My take-away differences:

 

CPU/GPU performance:

-Microsoft targets consistent clockspeeds and built the console and heatsink to handle the worst-case scenario as the power requirements will fluctuate.

-Sony targets a consistent power delivery by offering adjustable clockspeeds.  So the system (or devs, presumably) can allocate more clockspeed/power to the GPU if the CPU doesn't need it, and vice versa.  They should be able to build a smaller form factor since they know what the worst-case power scenario will be, and the PS5 SoC should use less power anyway allowing them to use a smaller heatsink/fan.

 

GPU features:

-Both seem to use a form of mesh shading

-Both seem to have the same Ray Tracing acceleration built into the shaders of the GPU.
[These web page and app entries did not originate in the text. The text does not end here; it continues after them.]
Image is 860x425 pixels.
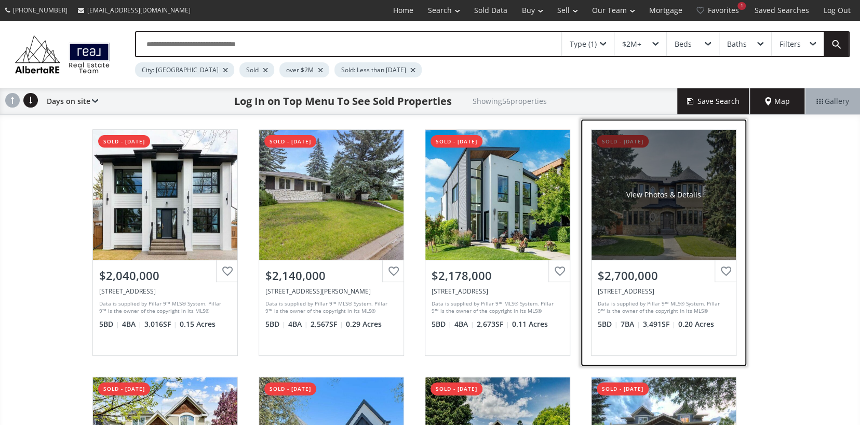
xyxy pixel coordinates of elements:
[570,41,597,48] div: Type (1)
[432,319,452,329] span: 5 BD
[765,96,790,106] span: Map
[675,41,692,48] div: Beds
[581,119,747,366] a: sold - [DATE]View Photos & Details$2,700,000[STREET_ADDRESS]Data is supplied by Pillar 9™ MLS® Sy...
[750,88,805,114] div: Map
[265,300,395,315] div: Data is supplied by Pillar 9™ MLS® System. Pillar 9™ is the owner of the copyright in its MLS® Sy...
[477,319,509,329] span: 2,673 SF
[265,287,397,296] div: 6836 Livingstone Drive SW, Calgary, AB T3E6J5
[87,6,191,15] span: [EMAIL_ADDRESS][DOMAIN_NAME]
[626,190,701,200] div: View Photos & Details
[180,319,216,329] span: 0.15 Acres
[294,190,369,200] div: View Photos & Details
[816,96,849,106] span: Gallery
[99,319,119,329] span: 5 BD
[128,190,203,200] div: View Photos & Details
[737,2,746,10] div: 1
[621,319,640,329] span: 7 BA
[512,319,548,329] span: 0.11 Acres
[678,319,714,329] span: 0.20 Acres
[460,190,535,200] div: View Photos & Details
[780,41,801,48] div: Filters
[727,41,747,48] div: Baths
[99,287,231,296] div: 3420 Caribou Drive NW, Calgary, AB T2L 0S5
[135,62,234,77] div: City: [GEOGRAPHIC_DATA]
[432,267,563,284] div: $2,178,000
[99,267,231,284] div: $2,040,000
[288,319,308,329] span: 4 BA
[598,300,727,315] div: Data is supplied by Pillar 9™ MLS® System. Pillar 9™ is the owner of the copyright in its MLS® Sy...
[239,62,274,77] div: Sold
[432,300,561,315] div: Data is supplied by Pillar 9™ MLS® System. Pillar 9™ is the owner of the copyright in its MLS® Sy...
[13,6,68,15] span: [PHONE_NUMBER]
[346,319,382,329] span: 0.29 Acres
[414,119,581,366] a: sold - [DATE]$2,178,000[STREET_ADDRESS]Data is supplied by Pillar 9™ MLS® System. Pillar 9™ is th...
[122,319,142,329] span: 4 BA
[334,62,422,77] div: Sold: Less than [DATE]
[622,41,641,48] div: $2M+
[473,97,547,105] h2: Showing 56 properties
[279,62,329,77] div: over $2M
[805,88,860,114] div: Gallery
[598,267,730,284] div: $2,700,000
[265,267,397,284] div: $2,140,000
[432,287,563,296] div: 2201 30 Avenue SW, Calgary, AB T2T 1R8
[248,119,414,366] a: sold - [DATE]$2,140,000[STREET_ADDRESS][PERSON_NAME]Data is supplied by Pillar 9™ MLS® System. Pi...
[265,319,286,329] span: 5 BD
[10,33,114,76] img: Logo
[82,119,248,366] a: sold - [DATE]$2,040,000[STREET_ADDRESS]Data is supplied by Pillar 9™ MLS® System. Pillar 9™ is th...
[454,319,474,329] span: 4 BA
[99,300,229,315] div: Data is supplied by Pillar 9™ MLS® System. Pillar 9™ is the owner of the copyright in its MLS® Sy...
[42,88,98,114] div: Days on site
[598,319,618,329] span: 5 BD
[677,88,750,114] button: Save Search
[144,319,177,329] span: 3,016 SF
[598,287,730,296] div: 915 24 Avenue NW, Calgary, AB T2M 1Y2
[234,94,452,109] h1: Log In on Top Menu To See Sold Properties
[73,1,196,20] a: [EMAIL_ADDRESS][DOMAIN_NAME]
[643,319,676,329] span: 3,491 SF
[311,319,343,329] span: 2,567 SF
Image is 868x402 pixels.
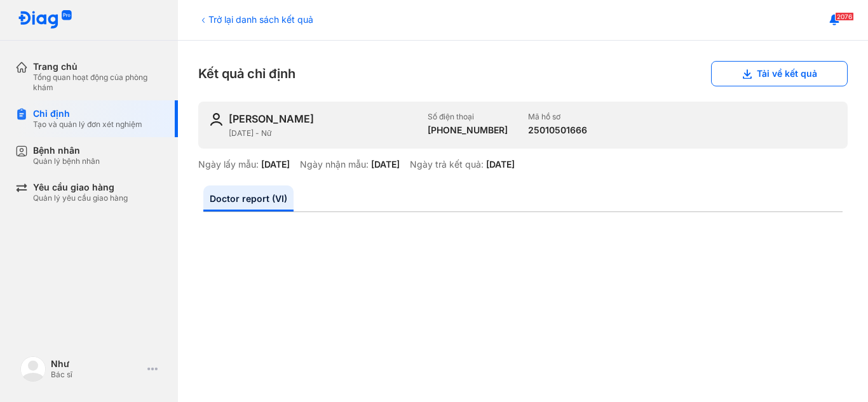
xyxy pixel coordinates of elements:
[203,185,293,212] a: Doctor report (VI)
[198,13,313,26] div: Trở lại danh sách kết quả
[33,120,142,130] div: Tạo và quản lý đơn xét nghiệm
[711,61,848,87] button: Tải về kết quả
[528,112,587,122] div: Mã hồ sơ
[33,108,142,120] div: Chỉ định
[371,158,399,170] div: [DATE]
[261,158,290,170] div: [DATE]
[20,356,46,382] img: logo
[18,10,72,29] img: logo
[51,370,142,380] div: Bác sĩ
[33,182,128,193] div: Yêu cầu giao hàng
[228,128,417,138] div: [DATE] - Nữ
[300,158,368,170] div: Ngày nhận mẫu:
[835,12,854,21] span: 2076
[486,158,515,170] div: [DATE]
[51,358,142,370] div: Như
[198,158,259,170] div: Ngày lấy mẫu:
[228,112,313,126] div: [PERSON_NAME]
[198,61,848,87] div: Kết quả chỉ định
[427,112,507,122] div: Số điện thoại
[33,156,99,167] div: Quản lý bệnh nhân
[33,193,128,203] div: Quản lý yêu cầu giao hàng
[33,61,163,72] div: Trang chủ
[208,112,223,127] img: user-icon
[410,158,484,170] div: Ngày trả kết quả:
[528,125,587,136] div: 25010501666
[427,125,507,136] div: [PHONE_NUMBER]
[33,72,163,93] div: Tổng quan hoạt động của phòng khám
[33,145,99,156] div: Bệnh nhân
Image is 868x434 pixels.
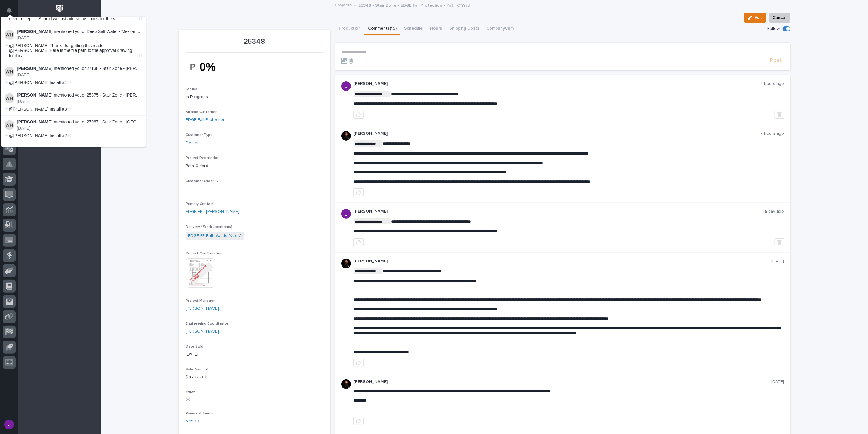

-Microsoft mentioned Variable Rate Shading while Sony didn't, but I don't see why the PS5 won't be able to do it.  I think this is just an assumed feature much like 120 Hz and Variable Refresh Rate support, neither of which Cerny talked about.

 

Overall the Xbox will be slightly more powerful than the PS5 at its max potential, but this is really not going to be a difference you'll notice.  It's a smaller difference than the XboneS and PS4 slim as well as the difference between the PS4 Pro and X1X.  My guess the biggest noticeable difference that could emerge will be in the Xbox's ability to dedicate more hardware horsepower for Ray-Tracing effects.

 

Storage:

PS5's SSD capabilities will be up to twice as fast the XSX.  While going about redesigning storage access methods in slightly different ways, both companies are effectively doing the same thing in having hardware-accelerated decompression to keep the CPU from being overwhelmed.  In Sony's description they talked more about the custom I/O hardware they created in order to achieve this while in Microsoft's description they talked more about the custom I/O software they needed to create, but in either case you need both hardware and software to work together so the end result is the same goal:  Both companies want the SSD to act as extended memory in order to free up actual system memory for data that is actively being used, as in current gen games most of the data sitting in memory isn't actually needed; the data is just there as a buffer to keep the frametime from spiking in case it needs to fetch the data from the currently slow as shit drives.

 

Memory:

The differences are basically a wash.  Microsoft does have overall faster memory, but it also needs the faster memory in order to keep its faster CPU and GPU fed properly.  The amount is the same for both consoles, but again each company is trying to free up memory by utilizing the SSDs.  Sony's SSD is faster so it can brute force this method better.  But Microsoft did mention one technique they are going to use to free up even more memory that Sony didn't, and that's Sampler Feedback Streaming.  This method will work concurrently with the SSD by having a less-memory-intensive, lower quality texture loaded into memory and utilized in a final rendered scene while it waits for the SSD to load in the higher quality version.  Maybe Sony doesn't need this method since its SSD is fast enough to... not need it? The end result is there will be a bigger generational leap in effective RAM games can utilize than what the paper specs show us - the same deal with how the performance difference will definitely be more than what TFLOP increase shows us because 1 RDNA2 Compute Unit is more efficient than a GCN Compute Unit.

 

Audio and VR:

Clear advantage to Sony, as the only mention of audio from Microsoft was that it would be running on the generic CPU cores while Sony has a dedicated chip for processing MOAR sounds than you've ever heard in your life.

 

Not mentioned in the DF article I linked, but I stand corrected in that both consoles will have dedicated audio processors.  Microsoft didn't provide any details beyond that, so who knows which one will be better.

 

Backwards Compat:

-Microsoft wins here by guaranteeing multiple generations back, but despite some of the meme's I'm seeing Sony will at least support PS4 compatibility.  However they will have to verify games, much like how the Pro couldn't run every game in boost mode when it launched.